1 .\" Copyright Michael Haardt (michael@cantor.informatik.rwth-aachen.de)
2 .\" Sat Aug 27 20:43:50 MET DST 1994
3 .\" and Copyright (C) 2014, Michael Kerrisk <mtk.manpages@gmail.com>
5 .\" SPDX-License-Identifier: GPL-2.0-or-later
7 .\" Modified Sun Sep 11 19:19:05 1994 <faith@cs.unc.edu>
8 .\" Modified Mon Mar 25 10:19:00 1996 <aeb@cwi.nl> (merged a few
9 .\" tiny changes from a man page by Charles Livingston).
10 .\" Modified Sun Jul 21 14:45:46 1996 <aeb@cwi.nl>
12 .TH SETSID 2 2021-03-22 "Linux" "Linux Programmer's Manual"
14 setsid \- creates a session and sets the process group ID
17 .RI ( libc ", " \-lc )
20 .B #include <unistd.h>
22 .B pid_t setsid(void);
26 creates a new session if the calling process is not a
28 The calling process is the leader of the new session
29 (i.e., its session ID is made the same as its process ID).
30 The calling process also becomes
31 the process group leader of a new process group in the session
32 (i.e., its process group ID is made the same as its process ID).
34 The calling process will be the only process in
35 the new process group and in the new session.
37 Initially, the new session has no controlling terminal.
38 For details of how a session acquires a controlling terminal, see
41 On success, the (new) session ID of the calling process is returned.
46 is set to indicate the error.
50 The process group ID of any process equals the PID of the calling process.
53 fails if the calling process is already a process group leader.
55 POSIX.1-2001, POSIX.1-2008, SVr4.
59 inherits its parent's session ID.
60 The session ID is preserved across an
63 A process group leader is a process whose process group ID equals its PID.
64 Disallowing a process group leader from calling
66 prevents the possibility that a process group leader places itself
67 in a new session while other processes in the process group remain
68 in the original session;
69 such a scenario would break the strict
70 two-level hierarchy of sessions and process groups.
71 In order to be sure that
77 while the child (which by definition can't be a process group leader) calls
80 If a session has a controlling terminal, and the
82 flag for that terminal is not set,
83 and a terminal hangup occurs, then the session leader is sent a
87 If a process that is a session leader terminates, then a
89 signal is sent to each process in the foreground
90 process group of the controlling terminal.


Task objective: Could you output every record below exactly, leaving out the pictures?

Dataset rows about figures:
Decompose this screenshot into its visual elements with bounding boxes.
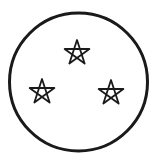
outer-circle [10, 13, 148, 151]
right-star-icon [99, 80, 124, 104]
left-star-icon [30, 79, 55, 103]
stars-group [30, 40, 124, 104]
top-star-icon [65, 40, 90, 64]
figure-canvas [0, 0, 158, 162]
circle-with-stars [0, 0, 158, 162]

Task result:
Decompose this screenshot into its visual elements with bounding boxes.
outer-circle [10, 13, 148, 151]
right-star-icon [99, 80, 124, 104]
left-star-icon [30, 79, 55, 103]
stars-group [30, 40, 124, 104]
top-star-icon [65, 40, 90, 64]
figure-canvas [0, 0, 158, 162]
circle-with-stars [0, 0, 158, 162]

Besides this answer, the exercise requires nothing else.